I've closely followed this book (http://nbviewer.ipython.org/github/CamDavidsonPilon/Probabilistic-Programming-and-Bayesian-Methods-for-Hackers/blob/master/Chapter2_MorePyMC/MorePyMC.ipynb) but have found myself running into problems when trying to use Pymc for my own problem.
I've got a bunch of order values from customers who have placed an order and they look reasonably like a Gamma distribution. I'm running an AB test and want to see how the distribution of order values changes - enter Pymc. I was following the example in the book but found it didn't really work for me - first attempt was this:
import pymc as pm
import numpy as np
from matplotlib import pyplot as plt
from pylab import savefig
## Replace these with the actual order values in the test set
## Have made slightly different to be able to see differing distributions
observations_A = pm.rgamma(3.5, 0.013, size=1000)
observations_B = pm.rgamma(3.45, 0.016, size=2000)
## Identical prior assumptions
prior_a = pm.Gamma('prior_a', 3.5, 0.015)
prior_b = pm.Gamma('prior_b', 3.5, 0.015)
## The difference in the test groups is the most important bit
@pm.deterministic
def delta(p_A = prior_a, p_B = prior_b):
return p_A - p_B
## Add observations
observation_a = pm.Gamma('observation_a', prior_a, value=observations_A, observed=True)
observation_b = pm.Gamma('observation_b', prior_b, value=observations_A, observed=True)
mcmc = pm.MCMC([prior_a, prior_b, delta, observation_a, observation_b])
mcmc.sample(20000,1000)
Looking at the mean of the trace for prior_a and prior_b I see values of around 3.97/3.98 and when I look at the stats of these priors I see a similar story. However, upon defining the priors, calling the rand()
method on the prior gives me the kind of values I would expect (between 100 and 400). Basically, one of the updating stages (I'm least certain about the observation stages) is doing something I don't expect.
Having struggled with this for a bit I found this page (http://matpalm.com/blog/2012/12/27/dead_simple_pymc/) and decided a different approach may be in order:
import pymc as pm
import numpy as np
from matplotlib import pyplot as plt
from pylab import savefig
## Replace these with the actual order values in the test set
observations_A = pm.rgamma(3.5, 0.013, size=1000)
observations_B = pm.rgamma(3.45, 0.016, size=2000)
## Initial assumptions
A_Rate = pm.Uniform('A_Rate', 2, 4)
B_Rate = pm.Uniform('B_Rate', 2, 4)
A_Shape = pm.Uniform('A_Shape', 0.005, 0.05)
B_Shape = pm.Uniform('B_Shape', 0.005, 0.05)
p_A = pm.Gamma('p_A', A_Rate, A_Shape, value=observations_A, observed=True)
p_B = pm.Gamma('p_B', A_Rate, B_Shape, value=observations_B, observed=True)
## Sample
mcmc = pm.MCMC([p_A, p_B, A_Rate, B_Rate, A_Shape, B_Shape])
mcmc.sample(20000, 1000)
## Plot the A_Rate, B_Rate, A_Shape, B_Shape
## Using those, determine the Gamma distribution
## Plot both - and draw 1000000... samples from each.
## Perform statistical tests on these.
So instead of going straight for the Gamma distribution, we're looking to find the parameters (I think). This seems to work a treat in that it gives me values in the traces of the right order of magnitude. However, now I can plot a histogram of samples for alpha for both test groups and for beta but that's not really what I'm after. I want to be able to plot each of the test group's 'gamma-like' distributions, calculated from a prior and the values I supply. I also want to be able to plot a 'delta' as the AB testing example shows. I feel a deterministic variable on the second example is going to be my best bet but I don't really know the best way to go about constructing this.
Long story short - I've got data drawn from a Gamma distribution that I'd like to AB test. I've got a gamma prior view of the data, though could be persuaded that I've got a normal prior view if that's easier. I'd like to update identical priors with the data I've collected, in a sensible way, and plot the distributions and the difference between them.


Work to complete » Return, from the data that follows, each line that holds the word "Covered".

[Figure dataset records]
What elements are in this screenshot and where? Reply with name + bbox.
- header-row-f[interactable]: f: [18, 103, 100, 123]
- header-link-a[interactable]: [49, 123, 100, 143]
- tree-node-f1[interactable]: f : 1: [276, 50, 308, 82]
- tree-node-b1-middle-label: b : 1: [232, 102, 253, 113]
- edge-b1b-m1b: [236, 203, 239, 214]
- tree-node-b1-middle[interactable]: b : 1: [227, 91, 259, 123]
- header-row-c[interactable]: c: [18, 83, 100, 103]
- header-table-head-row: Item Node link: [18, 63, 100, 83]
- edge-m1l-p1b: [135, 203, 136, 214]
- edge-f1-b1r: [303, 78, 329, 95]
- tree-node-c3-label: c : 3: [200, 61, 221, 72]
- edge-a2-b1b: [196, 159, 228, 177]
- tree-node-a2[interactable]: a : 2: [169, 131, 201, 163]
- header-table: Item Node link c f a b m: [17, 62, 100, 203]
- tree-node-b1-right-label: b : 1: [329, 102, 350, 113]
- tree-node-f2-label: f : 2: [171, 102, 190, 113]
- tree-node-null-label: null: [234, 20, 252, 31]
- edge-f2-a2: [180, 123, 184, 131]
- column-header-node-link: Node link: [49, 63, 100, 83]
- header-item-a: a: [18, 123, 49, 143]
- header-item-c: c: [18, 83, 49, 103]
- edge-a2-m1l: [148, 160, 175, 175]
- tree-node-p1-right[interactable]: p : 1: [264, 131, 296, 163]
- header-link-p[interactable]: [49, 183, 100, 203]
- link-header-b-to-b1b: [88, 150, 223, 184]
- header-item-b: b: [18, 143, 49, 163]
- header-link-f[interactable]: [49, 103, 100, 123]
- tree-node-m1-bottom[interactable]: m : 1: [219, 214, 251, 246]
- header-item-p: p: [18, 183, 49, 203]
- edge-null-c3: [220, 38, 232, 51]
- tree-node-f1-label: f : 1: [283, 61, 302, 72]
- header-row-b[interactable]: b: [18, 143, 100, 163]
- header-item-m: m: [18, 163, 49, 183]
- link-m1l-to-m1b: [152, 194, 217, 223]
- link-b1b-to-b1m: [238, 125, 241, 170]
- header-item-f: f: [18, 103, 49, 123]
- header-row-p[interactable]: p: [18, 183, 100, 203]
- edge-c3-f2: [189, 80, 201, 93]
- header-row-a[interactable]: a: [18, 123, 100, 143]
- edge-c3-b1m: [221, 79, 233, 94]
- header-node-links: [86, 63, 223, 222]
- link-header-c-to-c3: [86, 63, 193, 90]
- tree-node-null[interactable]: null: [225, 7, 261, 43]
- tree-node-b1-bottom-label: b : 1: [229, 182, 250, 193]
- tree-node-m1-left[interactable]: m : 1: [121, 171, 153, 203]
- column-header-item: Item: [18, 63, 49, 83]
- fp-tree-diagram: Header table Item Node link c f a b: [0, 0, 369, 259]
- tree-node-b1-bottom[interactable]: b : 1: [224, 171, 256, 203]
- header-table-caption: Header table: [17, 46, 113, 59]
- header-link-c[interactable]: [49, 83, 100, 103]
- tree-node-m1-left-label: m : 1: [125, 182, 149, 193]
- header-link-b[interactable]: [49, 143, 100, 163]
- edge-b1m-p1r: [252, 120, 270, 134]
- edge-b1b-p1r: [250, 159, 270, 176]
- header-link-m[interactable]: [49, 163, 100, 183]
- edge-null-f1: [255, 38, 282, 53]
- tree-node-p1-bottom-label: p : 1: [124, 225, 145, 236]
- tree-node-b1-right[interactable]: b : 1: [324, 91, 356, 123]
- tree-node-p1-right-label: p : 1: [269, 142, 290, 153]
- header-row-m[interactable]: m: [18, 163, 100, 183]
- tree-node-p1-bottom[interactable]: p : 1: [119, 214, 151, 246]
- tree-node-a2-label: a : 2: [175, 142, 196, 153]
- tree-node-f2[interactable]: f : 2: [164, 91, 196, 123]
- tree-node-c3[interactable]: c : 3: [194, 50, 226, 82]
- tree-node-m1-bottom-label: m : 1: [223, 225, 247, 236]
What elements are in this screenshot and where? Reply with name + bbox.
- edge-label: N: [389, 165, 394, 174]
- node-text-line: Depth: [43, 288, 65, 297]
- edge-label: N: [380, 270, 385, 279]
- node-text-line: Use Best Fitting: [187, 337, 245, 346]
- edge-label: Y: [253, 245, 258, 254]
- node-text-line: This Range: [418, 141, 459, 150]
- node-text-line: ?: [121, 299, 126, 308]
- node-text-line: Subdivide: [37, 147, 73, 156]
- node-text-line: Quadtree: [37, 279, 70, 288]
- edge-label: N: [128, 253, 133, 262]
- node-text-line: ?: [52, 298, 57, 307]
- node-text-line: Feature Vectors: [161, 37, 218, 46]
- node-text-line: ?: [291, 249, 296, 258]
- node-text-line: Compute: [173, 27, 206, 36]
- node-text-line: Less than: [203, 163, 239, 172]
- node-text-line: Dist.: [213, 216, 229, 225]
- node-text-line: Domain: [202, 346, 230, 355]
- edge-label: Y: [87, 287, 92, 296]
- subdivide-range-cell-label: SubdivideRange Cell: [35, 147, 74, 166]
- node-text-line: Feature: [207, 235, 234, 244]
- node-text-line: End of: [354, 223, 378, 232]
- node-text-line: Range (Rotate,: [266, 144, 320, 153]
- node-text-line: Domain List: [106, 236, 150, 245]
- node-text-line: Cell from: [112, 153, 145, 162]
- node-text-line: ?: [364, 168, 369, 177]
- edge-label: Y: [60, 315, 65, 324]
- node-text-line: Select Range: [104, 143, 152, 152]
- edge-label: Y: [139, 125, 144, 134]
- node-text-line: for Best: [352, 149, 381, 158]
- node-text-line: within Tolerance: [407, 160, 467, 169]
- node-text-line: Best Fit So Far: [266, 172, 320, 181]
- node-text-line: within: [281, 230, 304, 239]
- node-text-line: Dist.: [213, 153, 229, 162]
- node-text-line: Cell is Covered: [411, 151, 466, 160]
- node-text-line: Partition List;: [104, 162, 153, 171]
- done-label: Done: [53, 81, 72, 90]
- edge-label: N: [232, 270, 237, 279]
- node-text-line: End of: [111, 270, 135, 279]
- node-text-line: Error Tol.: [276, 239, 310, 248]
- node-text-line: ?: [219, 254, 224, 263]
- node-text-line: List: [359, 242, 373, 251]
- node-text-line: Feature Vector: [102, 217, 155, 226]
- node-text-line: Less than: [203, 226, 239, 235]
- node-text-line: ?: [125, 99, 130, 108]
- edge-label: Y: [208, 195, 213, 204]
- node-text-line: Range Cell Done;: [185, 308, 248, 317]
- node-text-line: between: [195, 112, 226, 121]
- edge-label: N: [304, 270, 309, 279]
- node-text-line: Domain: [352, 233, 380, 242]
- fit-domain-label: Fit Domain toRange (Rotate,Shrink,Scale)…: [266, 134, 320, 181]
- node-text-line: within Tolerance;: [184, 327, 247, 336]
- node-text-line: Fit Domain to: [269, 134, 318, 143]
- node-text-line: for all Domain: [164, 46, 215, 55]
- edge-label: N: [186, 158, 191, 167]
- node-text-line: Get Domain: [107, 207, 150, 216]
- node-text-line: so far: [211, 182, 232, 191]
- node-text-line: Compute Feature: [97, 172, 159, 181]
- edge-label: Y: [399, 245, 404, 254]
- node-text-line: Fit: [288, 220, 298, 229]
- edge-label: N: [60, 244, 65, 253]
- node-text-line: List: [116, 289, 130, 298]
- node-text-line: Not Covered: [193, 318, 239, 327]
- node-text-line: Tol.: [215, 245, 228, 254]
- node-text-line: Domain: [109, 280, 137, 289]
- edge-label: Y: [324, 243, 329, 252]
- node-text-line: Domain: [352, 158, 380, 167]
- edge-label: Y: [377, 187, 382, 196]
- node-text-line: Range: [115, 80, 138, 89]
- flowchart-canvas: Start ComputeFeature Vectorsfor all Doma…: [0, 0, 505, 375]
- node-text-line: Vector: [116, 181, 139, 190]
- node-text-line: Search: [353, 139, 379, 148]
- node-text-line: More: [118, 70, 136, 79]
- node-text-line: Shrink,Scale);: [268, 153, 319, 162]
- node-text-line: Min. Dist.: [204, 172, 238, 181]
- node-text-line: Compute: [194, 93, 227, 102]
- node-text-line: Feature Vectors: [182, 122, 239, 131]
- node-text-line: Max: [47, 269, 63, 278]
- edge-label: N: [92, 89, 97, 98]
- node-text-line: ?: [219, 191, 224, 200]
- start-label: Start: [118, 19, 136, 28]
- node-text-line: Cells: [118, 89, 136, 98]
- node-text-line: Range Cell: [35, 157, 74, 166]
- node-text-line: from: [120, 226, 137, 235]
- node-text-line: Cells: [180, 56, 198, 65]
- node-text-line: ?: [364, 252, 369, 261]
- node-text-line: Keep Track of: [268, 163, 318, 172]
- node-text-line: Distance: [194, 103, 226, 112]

Answer to this exercise »
- node-text-line: Cell is Covered: [411, 151, 466, 160]
- node-text-line: Not Covered: [193, 318, 239, 327]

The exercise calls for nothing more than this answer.